Ok... what i am looking for, is to setup squirrelmail a little easier/better. I have a bunch of domains on my server, all of them are working fine right now. but they all have to goto http://www.theirdomainname.com/squirrlemail what i would LOVE to have happen, is the point http://webmail.theirdomainname.com or http://mail.theirdomainname.com goto the squirrelmail login page. What i would like not to happen (it is a personal thing) is just have that URL at the top, and it JUST show http://webmail (or mail).theirdomainname.com without anything after. currently the /squirrelmail redirects and puts /squirrelmail/src/login.php in the address bar. Is this easy to do on a global basis? or am I going to have to add that to every domain that i host? thanks
Rewrite condition MisterVlad, this should do the trick. I use to have gallery.mydomain.tld rather than mydomain.tld/gallery RewriteEngine On RewriteBase / # Rewrite foo subdomain requests to foo subdirectory RewriteCond %{HTTP_HOST} ^squirrel\.yourdomain\.tld RewriteCond %{REQUEST_URI} !^/squirrel/ RewriteRule (.*) /squirrel/$1 [L] Put this in the .htaccess in the root of yourdomain.tld. Please note that the above works with the directory name. So if squirrelmail is installed in squirrel or squirrelmail you will need to use squirrel respectively squirrelmail. Renaming the directory to webmail or mail does the trick. The is also a rule to redirect requests for yourdomain.tld/squirrel to squirrel.yourdomain.tld but I can't find for the moment. Have fun.
ok, you say to put that in teh .htaccess in my root domain, but... what if someone goes to webmail.domain2.com, does it have to be in there as well?? what i need, is: webmail.domain1.com webmail.domain2.com webmail.domain3.com and/or domain1.com/webmail domain2.com/webmail domain3.com/webmail all to point to the webmail... but i would like to have it read in the addressbar as webmail.{whicheverdomainnametheyareon}.com/ does that make sense on what i am askign?
Domain .htaccess You need to put this in each domain's .htaccess to work. So you need it i domain1.tld, domain2.tld, ... The syntax of the rewrite condition is specific for each domain: RewriteCond %{HTTP_HOST} ^mail\.domain1\.tld RewriteCond %{HTTP_HOST} ^squirrel\.domain2\.tld ...
More specific: In domain1 .htaccess RewriteEngine On RewriteBase / # Rewrite foo subdomain requests to foo subdirectory RewriteCond %{HTTP_HOST} ^squirrel\.domain1\.tld RewriteCond %{REQUEST_URI} !^/squirrel/ RewriteRule (.*) /squirrel/$1 [L] In domain2 .htaccess RewriteEngine On RewriteBase / # Rewrite foo subdomain requests to foo subdirectory RewriteCond %{HTTP_HOST} ^squirrel\.domain2\.tld RewriteCond %{REQUEST_URI} !^/squirrel/ RewriteRule (.*) /squirrel/$1 [L]
There's no way around it? that's the only way is to put it in everyone's .htaccess? I thought that there would be a way to do this within the apache .conf files (or sites-enabled)?
You could try putting it in rewrite.conf, but I never did. To do so you need to disable rewrite and re-enable rewrite to enable the .conf file. First of course write the .conf file. For ubuntu/debian it should be in /etc/apache2/mods-available/rewrite.conf RewriteEngine On RewriteBase / # Rewrite foo subdomain requests to foo subdirectory RewriteCond %{HTTP_HOST} ^squirrel\.domain1\.tld RewriteCond %{HTTP_HOST} ^squirrel\.domain2\.tld RewriteCond %{HTTP_HOST} ^squirrel\.domain3\.tld RewriteCond %{REQUEST_URI} !^/squirrel/ RewriteRule (.*) /squirrel/$1 [L] Given that the subdirectory has the same name for all domains this might work. You can of course put it in the apache vhost conf of each domain. Than you don't need to put it in the .htaccess, but in each apache vhost configuration. My best bet is to still put it in the root folder of each site to make it work.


WHAT NEEDS TO BE DONE ::
Every entry is to be transcribed as it stands. Images stay out.

Data excerpts:
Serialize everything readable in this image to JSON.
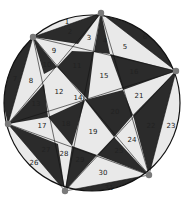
{
  "diagram": {
    "colors": {
      "dark": "#2b2b2b",
      "light": "#e9e9e9",
      "outline": "#111111",
      "vertex": "#7a7a7a"
    },
    "vertices": [
      {
        "id": "A",
        "x": 33,
        "y": 37
      },
      {
        "id": "B",
        "x": 101,
        "y": 13
      },
      {
        "id": "C",
        "x": 176,
        "y": 71
      },
      {
        "id": "D",
        "x": 149,
        "y": 175
      },
      {
        "id": "E",
        "x": 65,
        "y": 191
      },
      {
        "id": "F",
        "x": 8,
        "y": 124
      }
    ],
    "regions": [
      {
        "n": "1",
        "x": 67,
        "y": 22
      },
      {
        "n": "2",
        "x": 70,
        "y": 32
      },
      {
        "n": "3",
        "x": 89,
        "y": 38
      },
      {
        "n": "4",
        "x": 105,
        "y": 41
      },
      {
        "n": "5",
        "x": 125,
        "y": 47
      },
      {
        "n": "6",
        "x": 145,
        "y": 37
      },
      {
        "n": "7",
        "x": 15,
        "y": 79
      },
      {
        "n": "8",
        "x": 31,
        "y": 81
      },
      {
        "n": "9",
        "x": 54,
        "y": 51
      },
      {
        "n": "10",
        "x": 47,
        "y": 65
      },
      {
        "n": "11",
        "x": 77,
        "y": 66
      },
      {
        "n": "12",
        "x": 59,
        "y": 92
      },
      {
        "n": "13",
        "x": 36,
        "y": 104
      },
      {
        "n": "14",
        "x": 78,
        "y": 98
      },
      {
        "n": "15",
        "x": 104,
        "y": 76
      },
      {
        "n": "16",
        "x": 134,
        "y": 72
      },
      {
        "n": "17",
        "x": 42,
        "y": 126
      },
      {
        "n": "18",
        "x": 66,
        "y": 124
      },
      {
        "n": "19",
        "x": 93,
        "y": 132
      },
      {
        "n": "20",
        "x": 115,
        "y": 112
      },
      {
        "n": "21",
        "x": 139,
        "y": 96
      },
      {
        "n": "22",
        "x": 151,
        "y": 126
      },
      {
        "n": "23",
        "x": 171,
        "y": 126
      },
      {
        "n": "24",
        "x": 132,
        "y": 140
      },
      {
        "n": "25",
        "x": 119,
        "y": 151
      },
      {
        "n": "26",
        "x": 34,
        "y": 163
      },
      {
        "n": "27",
        "x": 46,
        "y": 150
      },
      {
        "n": "28",
        "x": 64,
        "y": 154
      },
      {
        "n": "29",
        "x": 80,
        "y": 160
      },
      {
        "n": "30",
        "x": 103,
        "y": 173
      },
      {
        "n": "31",
        "x": 109,
        "y": 188
      }
    ]
  }
}
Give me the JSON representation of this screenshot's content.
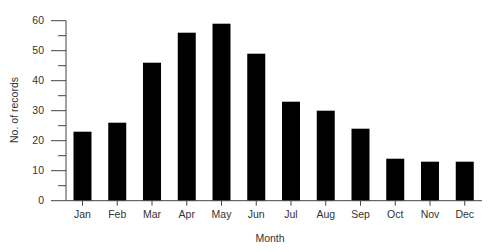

SOLUTION FOR THIS PROBLEM ::
Serialize everything readable in this image to JSON.
{
  "diagram": {
    "colors": {
      "dark": "#2b2b2b",
      "light": "#e9e9e9",
      "outline": "#111111",
      "vertex": "#7a7a7a"
    },
    "vertices": [
      {
        "id": "A",
        "x": 33,
        "y": 37
      },
      {
        "id": "B",
        "x": 101,
        "y": 13
      },
      {
        "id": "C",
        "x": 176,
        "y": 71
      },
      {
        "id": "D",
        "x": 149,
        "y": 175
      },
      {
        "id": "E",
        "x": 65,
        "y": 191
      },
      {
        "id": "F",
        "x": 8,
        "y": 124
      }
    ],
    "regions": [
      {
        "n": "1",
        "x": 67,
        "y": 22
      },
      {
        "n": "2",
        "x": 70,
        "y": 32
      },
      {
        "n": "3",
        "x": 89,
        "y": 38
      },
      {
        "n": "4",
        "x": 105,
        "y": 41
      },
      {
        "n": "5",
        "x": 125,
        "y": 47
      },
      {
        "n": "6",
        "x": 145,
        "y": 37
      },
      {
        "n": "7",
        "x": 15,
        "y": 79
      },
      {
        "n": "8",
        "x": 31,
        "y": 81
      },
      {
        "n": "9",
        "x": 54,
        "y": 51
      },
      {
        "n": "10",
        "x": 47,
        "y": 65
      },
      {
        "n": "11",
        "x": 77,
        "y": 66
      },
      {
        "n": "12",
        "x": 59,
        "y": 92
      },
      {
        "n": "13",
        "x": 36,
        "y": 104
      },
      {
        "n": "14",
        "x": 78,
        "y": 98
      },
      {
        "n": "15",
        "x": 104,
        "y": 76
      },
      {
        "n": "16",
        "x": 134,
        "y": 72
      },
      {
        "n": "17",
        "x": 42,
        "y": 126
      },
      {
        "n": "18",
        "x": 66,
        "y": 124
      },
      {
        "n": "19",
        "x": 93,
        "y": 132
      },
      {
        "n": "20",
        "x": 115,
        "y": 112
      },
      {
        "n": "21",
        "x": 139,
        "y": 96
      },
      {
        "n": "22",
        "x": 151,
        "y": 126
      },
      {
        "n": "23",
        "x": 171,
        "y": 126
      },
      {
        "n": "24",
        "x": 132,
        "y": 140
      },
      {
        "n": "25",
        "x": 119,
        "y": 151
      },
      {
        "n": "26",
        "x": 34,
        "y": 163
      },
      {
        "n": "27",
        "x": 46,
        "y": 150
      },
      {
        "n": "28",
        "x": 64,
        "y": 154
      },
      {
        "n": "29",
        "x": 80,
        "y": 160
      },
      {
        "n": "30",
        "x": 103,
        "y": 173
      },
      {
        "n": "31",
        "x": 109,
        "y": 188
      }
    ]
  }
}
Give me the JSON representation of this screenshot's content.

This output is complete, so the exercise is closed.